One of our vile local conservative blogs -- this is the only hint I'm giving -- quoted Jesus out of context from Matthew 26:11: "the poor be with ye always".
This rankles me on several levels:
1. I could simply note that the Harris County branch of US Hezbollah, also known as the Republican Party, is as sorry as Satan regarding this matter and leave it at that, but I won't.
2. Bill White is a bigger coward than John Kerry for rolling over on this. I hereby declare my support for whomever happens to be White's Democratic primary opponent when he runs for higher office.
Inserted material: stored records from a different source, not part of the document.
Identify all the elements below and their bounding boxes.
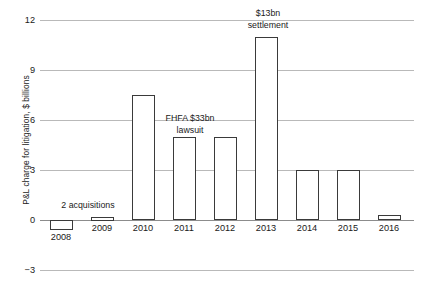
bar-2013: [255, 37, 278, 220]
plot-area: 129630−320082009201020112012201320142015…: [40, 0, 424, 304]
bar-2016: [378, 215, 401, 220]
gridline-9: 9: [40, 70, 414, 71]
y-axis-tick-label: 3: [30, 165, 35, 175]
annotation-line: 2 acquisitions: [61, 200, 114, 212]
x-axis-label-2009: 2009: [92, 223, 112, 233]
y-axis-tick-label: 0: [30, 215, 35, 225]
y-axis-tick-label: 12: [25, 15, 35, 25]
x-axis-label-2008: 2008: [51, 232, 71, 242]
y-axis-tick-label: 9: [30, 65, 35, 75]
x-axis-label-2014: 2014: [297, 223, 317, 233]
x-axis-label-2016: 2016: [379, 223, 399, 233]
x-axis-label-2015: 2015: [338, 223, 358, 233]
bar-2010: [132, 95, 155, 220]
y-axis-tick-label: 6: [30, 115, 35, 125]
x-axis-label-2013: 2013: [256, 223, 276, 233]
litigation-charge-bar-chart: P&L charge for litigation, $ billions 12…: [0, 0, 424, 304]
bar-2011: [173, 137, 196, 220]
gridline-6: 6: [40, 120, 414, 121]
annotation-line: FHFA $33bn: [166, 113, 215, 125]
bar-2008: [50, 220, 73, 230]
annotation-acquisitions: 2 acquisitions: [61, 200, 114, 212]
gridline--3: −3: [40, 270, 414, 271]
annotation-fhfa-lawsuit: FHFA $33bnlawsuit: [166, 113, 215, 136]
y-axis-tick-label: −3: [25, 265, 35, 275]
x-axis-label-2012: 2012: [215, 223, 235, 233]
bar-2009: [91, 217, 114, 221]
annotation-line: settlement: [248, 20, 289, 32]
annotation-settlement: $13bnsettlement: [248, 8, 289, 31]
annotation-line: lawsuit: [166, 125, 215, 137]
x-axis-label-2011: 2011: [174, 223, 194, 233]
bar-2014: [296, 170, 319, 220]
bar-2015: [337, 170, 360, 220]
x-axis-label-2010: 2010: [133, 223, 153, 233]
gridline-12: 12: [40, 20, 414, 21]
bar-2012: [214, 137, 237, 220]
annotation-line: $13bn: [248, 8, 289, 20]
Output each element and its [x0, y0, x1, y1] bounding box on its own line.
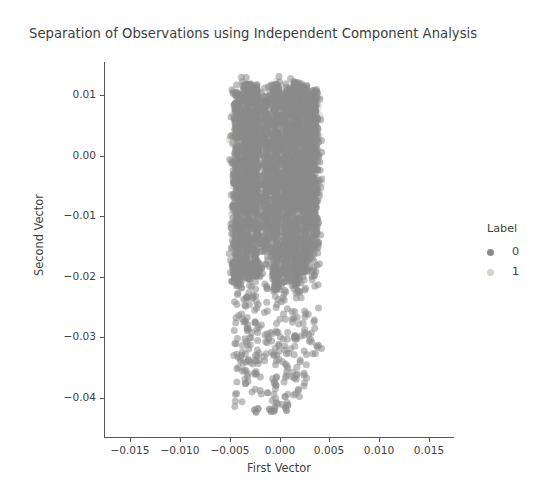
- x-tick-mark: [280, 438, 281, 442]
- x-tick-label: −0.010: [152, 444, 208, 456]
- y-axis-spine: [104, 62, 105, 438]
- x-tick-label: −0.005: [202, 444, 258, 456]
- legend-item[interactable]: 0: [478, 242, 548, 262]
- chart-figure: Separation of Observations using Indepen…: [0, 0, 554, 494]
- y-tick-label: −0.02: [44, 270, 96, 282]
- legend-marker-icon: [487, 249, 494, 256]
- x-axis-spine: [104, 437, 454, 438]
- legend-marker-icon: [487, 269, 494, 276]
- y-tick-mark: [100, 337, 104, 338]
- y-tick-mark: [100, 95, 104, 96]
- x-tick-mark: [379, 438, 380, 442]
- legend-item[interactable]: 1: [478, 262, 548, 282]
- y-tick-label: −0.03: [44, 330, 96, 342]
- x-tick-label: 0.005: [301, 444, 357, 456]
- legend-title: Label: [487, 222, 548, 235]
- y-tick-label: 0.01: [44, 88, 96, 100]
- y-tick-mark: [100, 216, 104, 217]
- x-tick-mark: [130, 438, 131, 442]
- plot-area: [105, 62, 454, 437]
- y-tick-mark: [100, 398, 104, 399]
- x-tick-mark: [429, 438, 430, 442]
- x-tick-label: 0.010: [351, 444, 407, 456]
- x-tick-mark: [180, 438, 181, 442]
- x-tick-label: −0.015: [102, 444, 158, 456]
- y-tick-label: −0.04: [44, 391, 96, 403]
- x-tick-mark: [230, 438, 231, 442]
- y-tick-label: 0.00: [44, 149, 96, 161]
- x-axis-label: First Vector: [199, 461, 359, 475]
- y-tick-mark: [100, 156, 104, 157]
- x-tick-label: 0.015: [401, 444, 457, 456]
- y-tick-mark: [100, 277, 104, 278]
- scatter-plot-canvas: [105, 62, 454, 437]
- legend-item-label: 0: [512, 246, 519, 257]
- y-tick-label: −0.01: [44, 209, 96, 221]
- legend-entries: 01: [478, 242, 548, 282]
- x-tick-label: 0.000: [252, 444, 308, 456]
- y-axis-label: Second Vector: [32, 175, 46, 295]
- x-tick-mark: [329, 438, 330, 442]
- legend-item-label: 1: [512, 266, 519, 277]
- legend: Label 01: [478, 222, 548, 282]
- chart-title: Separation of Observations using Indepen…: [29, 26, 539, 41]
3. The biblical quotation is not only out of context but incomplete as well. Anyone with a passing familiarity with the Holy Scriptures -- that barely describes me, incidentally -- can easily figure out that Jesus wasn't contradicting his many statements about the poor being blessed, the meek inheriting the Earth, that people should not covet earthly possessions and in fact should sell them, that the moneychangers were sinful, that the wealthy have almost no chance of entering heaven, and so on. Michael Dawson does a much better job of dissembling this atrocious rationale.
As previously noted many times in this space: I don't go to church, I hardly even believe in a higher authority, but I sure know an Elmer Gantry when I hear him.
What the Harris County Republican Party managed to pull off this week is absolutely NOT what Jesus would have done. But that won't stop them from wallowing happily in the stench of their hypocrisy like pigs in shit.